Love it or hate it, you won’t forget this book!

*But you want to hear more about the characters, you say? All right. But you asked for it. Here’s a brief synopsis by Will Blythe for The New York Times:

The book starts with Sasha, a kleptomaniac, who works for Bennie, a record executive, who is a protégé of Lou who seduced Jocelyn who was loved by Scotty who played guitar for the Flaming Dildos, a San Francisco punk band for which Bennie once played bass guitar (none too well), before marrying Stephanie who is charged with trying to resurrect the career of the bloated rock legend Bosco who grants the sole rights for covering his farewell “suicide tour” to Stephanie’s brother, Jules Jones, a celebrity journalist who attempted to rape the starlet Kitty Jackson, who one day will be forced to take a job from Stephanie’s publicity mentor, La Doll, who is trying to soften the image of a genocidal tyrant because her career collapsed in spectacular fashion around the same time that Sasha in the years before going to work for Bennie was perhaps working as a prostitute in Naples where she was discovered by her Uncle Ted who was on holiday from a bad marriage, and while not much more will be heard from him, Sasha will come to New York and attend N.Y.U. and work for Bennie before disappearing into the desert to sculpture and raise a family with her college boyfriend, Drew, while Bennie, assisted by Alex, a former date of Sasha’s from whom she lifted a wallet, soldiers on in New York, producing musicians (including the rediscovered guitarist Scotty) as the artistic world changes around him with the vertiginous speed of Moore’s Law.

**Other readers, like Greg Zimmerman and Mr. Charles below, have hypothesized that the main character is actually time. But I think music fits better. And this is my review, so I get to decide!

Other takes on the book:

“These kids are hopelessly adrift, convinced that everyone else around them can hear the beat they can’t.” – Ron Charles

Ready When You Are, C.B. has a Goon-worthy collections of charts, graphs and other modular elements that help explain the complexity of this book in very fun and creative ways.

“This is not a ‘lazy reader’ novel. This is a ‘bring it like you mean it’ novel.” – Jackie Cangro

Interestingly, Girl to the Rescue points out that many of the stories were previously published in literary journals and edited collections. That kind of changes how I think about the book! Did Egan set out to tell the story this way, or did she just want a collection of short stories that would catch readers’ attention?
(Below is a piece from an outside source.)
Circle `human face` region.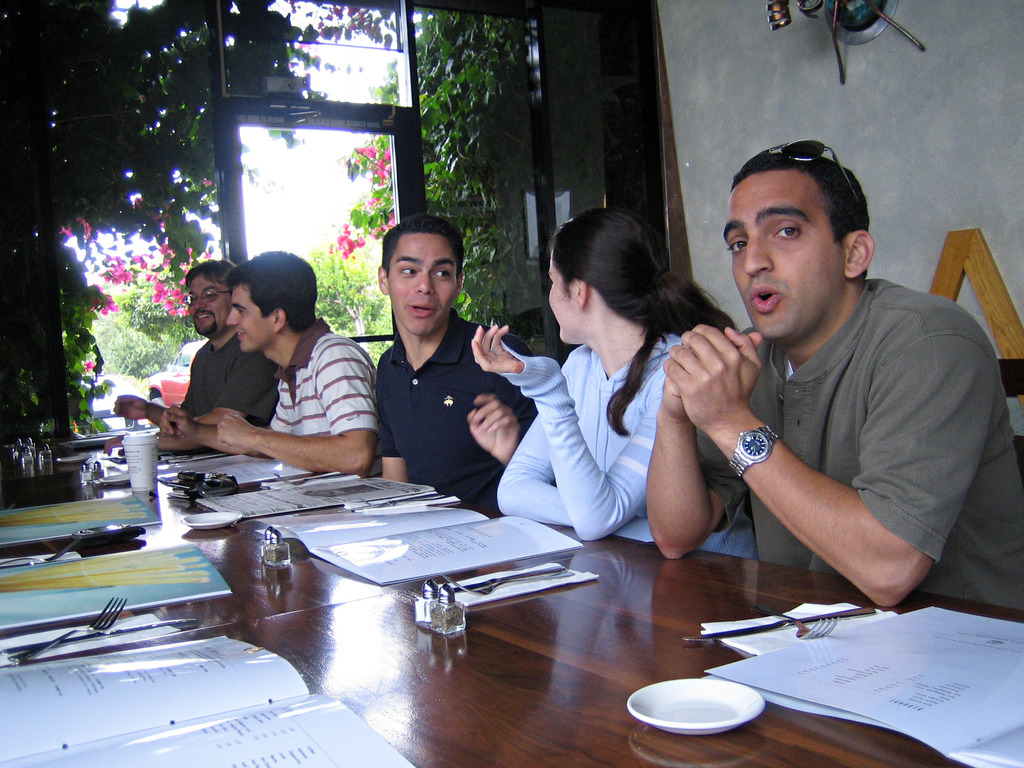
Region: rect(223, 281, 279, 352).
Don’t just take my word for it! Buy A Visit from the Goon Squad from an independent bookstore or Amazon (Kindle version is available). Each sale from these links helps support Melody & Words.

3 replies »

  1. Great review! I didn’t know that the stories in the book had been published separately. Hmm…even though they can be taken as stand-alone stories, it does make me wonder if they were written this way intentionally.

    On a separate note have you read Olive Kitteridge? That’s a “novel in stories” that are only loosely tied together by the fact that they all take place in the same town in Maine. Similar concept as Goon Squad, but much more accessible.

    Like

    • Thanks! I haven’t read Olive Kitteridge yet, but everyone keeps recommending it to me. I’ll have to convince my book club to do that next!